Gurtu Takes a Musical Trip

It's easy to read "The Way to Banganga", from percussionist Trilok Gurtu's new Broken Rhythms CD, as a literal travelogue. The path, so to speak, rises out of morning mists, here represented by shimmering strings and eerie falsetto singing; our musical travellers soon establish a steady pace as they trek across vast plains of droning cello and airy sitar, propelled by the gentle pulse of Gurtu's hand drums. But toward the end the composer switches to a western-style drum kit as violin, followed by sitar, rises to jagged peaks of emotion--mirroring, perhaps, the heights of the mystic Himalayas.

The truth, however, is both less fanciful and considerably stranger than that. Yes, "The Way to Banganga" is a journey, says Gurtu, but it's a spiritual voyage, not a physical one.

"Banganga is a very special place for me," Gurtu explains, calling from London's art-deco Strand Palace Hotel. "It is the place where my spiritual guru, Ranjit Maharaj, has a shrine, and his guru also has a shrine, and it is a very, very powerful place. Not everybody knows about it, but if you're lucky enough you get a spark inside and you go there. And I was one of those lucky ones who got that. It's in a cemetery: a burning ghat, where bodies are burned. So virtually you're seeing reality in front of you--that's what's going to happen to the body, so you better be prepared--and that means you're always aware. 'This is the way to Banganga' means 'Really value what you've got at this moment.' "

If Gurtu values what he's got at this moment, he's got good reason to. Broken Rhythms is that rare thing: a world-music fusion record that is both adventurous and conceptually coherent, and on it the 52-year-old accomplishes the remarkable feat of blending his own Indian heritage with the otherworldly throat singing of the Tuvan quartet Huun-Huur-Tu and the chamber-music sonorities of Italy's Arkí¨ String Quartet. He claims, however, that the music itself called for such outlandish forces and that he had no grand design in mind when he sat down to start making the record.

"I think the best thing is to have nothing in your mind to put a disc together, but just your underlying message. With all that's going on in the record business--and all that's going on in the world--the music is treated as a side dish, you see. Music has become like a commodity. I don't know how to put it: it's time to give something new to the people rather than just the clichés that have been heard every time. So one has to be adventurous. But ambitious? My ambition is only that the music will speak for itself and that I will learn something. My expectations are not that I'll have a hit; that's the wrong ambition for me."

Nonetheless, he notes that Broken Rhythms has already attracted the attention of several movie companies and that he hopes to land some film-scoring jobs as a result. "So it shows it's best not to have anything on your mind," he contends, "except the right stuff."

It's not that Gurtu lacks for work: this year alone, he's booked to perform in France, Italy, Morocco, the U.K., the U.S., and Canada. (He'll play Sonar tonight [July 29], with a band that includes Los Angeles ­based guitarist Woody Aplanalp, French keyboardist Jerry Lipkins, and Bombay-based singer Sanchita Farruque.) Earlier collaborations include long periods spent working with such jazz musicians as the members of Oregon, guitarist John McLaughlin, and the late trumpeter Don Cherry, plus sessions with African singers Salif Keita and Angélique Kidjo.

"In England, they call me a serial collaborator," he says with a laugh. But he turns more serious when he discusses Broken Rhythms and its predecessor, Remembrance, both recorded in Bombay.

"People ask, 'Are you going back to your roots?' " he says, sounding perplexed. "But my roots are so fantastic--so modern and so powerful--that I ask, 'Why do I have to leave my roots and go somewhere else?' I don't have to do all that. I've never left my roots; I'm just simplifying what I've been brought up with, because nobody can understand the intricacies of Indian music--and that includes Indians themselves, the public."

Simplified Gurtu's music might be, but it's never simplistic. Full of the tricky beats we've come to expect from Indian percussionists but also rich in complex harmonies and evocative tunes, Broken Rhythms is one of the finest world-beat outings of the past year, and if the drummer's touring band is anywhere near as accomplished, there will be a lot of happy people exiting Sonar tonight.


(REQUIRED WORK)
Would you write out all of the data exactly as it appears below?

Saved entries:
▼▼▼

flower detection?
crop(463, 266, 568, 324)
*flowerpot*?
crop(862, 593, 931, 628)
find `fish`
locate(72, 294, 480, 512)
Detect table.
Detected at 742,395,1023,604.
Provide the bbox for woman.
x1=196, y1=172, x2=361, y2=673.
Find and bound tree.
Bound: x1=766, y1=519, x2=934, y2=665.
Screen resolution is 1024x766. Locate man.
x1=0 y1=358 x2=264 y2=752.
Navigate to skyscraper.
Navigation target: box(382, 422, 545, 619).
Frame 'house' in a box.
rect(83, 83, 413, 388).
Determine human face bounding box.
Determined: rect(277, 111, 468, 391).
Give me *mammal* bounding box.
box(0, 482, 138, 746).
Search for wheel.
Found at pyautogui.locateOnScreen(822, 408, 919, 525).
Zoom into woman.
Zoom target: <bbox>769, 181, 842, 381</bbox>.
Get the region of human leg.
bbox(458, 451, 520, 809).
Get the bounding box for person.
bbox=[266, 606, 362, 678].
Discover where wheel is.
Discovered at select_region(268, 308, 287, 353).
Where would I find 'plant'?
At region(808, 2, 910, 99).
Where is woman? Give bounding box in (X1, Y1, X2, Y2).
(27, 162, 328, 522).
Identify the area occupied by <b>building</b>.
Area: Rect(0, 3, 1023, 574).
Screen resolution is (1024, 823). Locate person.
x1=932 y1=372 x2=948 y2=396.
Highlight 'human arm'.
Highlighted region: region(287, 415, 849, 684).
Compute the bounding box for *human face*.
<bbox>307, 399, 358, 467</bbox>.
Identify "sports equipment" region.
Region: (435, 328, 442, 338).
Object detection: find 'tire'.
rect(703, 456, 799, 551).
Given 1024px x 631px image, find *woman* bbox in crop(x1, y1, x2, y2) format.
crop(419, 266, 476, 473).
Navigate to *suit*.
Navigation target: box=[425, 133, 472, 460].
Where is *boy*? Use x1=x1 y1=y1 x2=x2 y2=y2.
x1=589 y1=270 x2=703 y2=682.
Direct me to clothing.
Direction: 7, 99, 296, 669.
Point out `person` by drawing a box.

▲▲▲

(EXERCISE OUTPUT)
flower detection?
crop(463, 266, 568, 324)
*flowerpot*?
crop(862, 593, 931, 628)
find `fish`
locate(72, 294, 480, 512)
Detect table.
Detected at 742,395,1023,604.
Provide the bbox for woman.
x1=196, y1=172, x2=361, y2=673.
Find and bound tree.
Bound: x1=766, y1=519, x2=934, y2=665.
Screen resolution is 1024x766. Locate man.
x1=0 y1=358 x2=264 y2=752.
Navigate to skyscraper.
Navigation target: box(382, 422, 545, 619).
Frame 'house' in a box.
rect(83, 83, 413, 388).
Determine human face bounding box.
Determined: rect(277, 111, 468, 391).
Give me *mammal* bounding box.
box(0, 482, 138, 746).
Search for wheel.
Found at pyautogui.locateOnScreen(822, 408, 919, 525).
Zoom into woman.
Zoom target: <bbox>769, 181, 842, 381</bbox>.
Get the region of human leg.
bbox(458, 451, 520, 809).
Get the bounding box for person.
bbox=[266, 606, 362, 678].
Discover where wheel is.
Discovered at select_region(268, 308, 287, 353).
Where would I find 'plant'?
At region(808, 2, 910, 99).
Where is woman? Give bounding box in (X1, Y1, X2, Y2).
(27, 162, 328, 522).
Identify the area occupied by <b>building</b>.
Area: Rect(0, 3, 1023, 574).
Screen resolution is (1024, 823). Locate person.
x1=932 y1=372 x2=948 y2=396.
Highlight 'human arm'.
Highlighted region: region(287, 415, 849, 684).
Compute the bounding box for *human face*.
<bbox>307, 399, 358, 467</bbox>.
Identify "sports equipment" region.
Region: (435, 328, 442, 338).
Object detection: find 'tire'.
rect(703, 456, 799, 551).
Given 1024px x 631px image, find *woman* bbox in crop(x1, y1, x2, y2) format.
crop(419, 266, 476, 473).
Navigate to *suit*.
Navigation target: box=[425, 133, 472, 460].
Where is *boy*? Use x1=x1 y1=y1 x2=x2 y2=y2.
x1=589 y1=270 x2=703 y2=682.
Direct me to clothing.
Direction: 7, 99, 296, 669.
Point out `person` by drawing a box.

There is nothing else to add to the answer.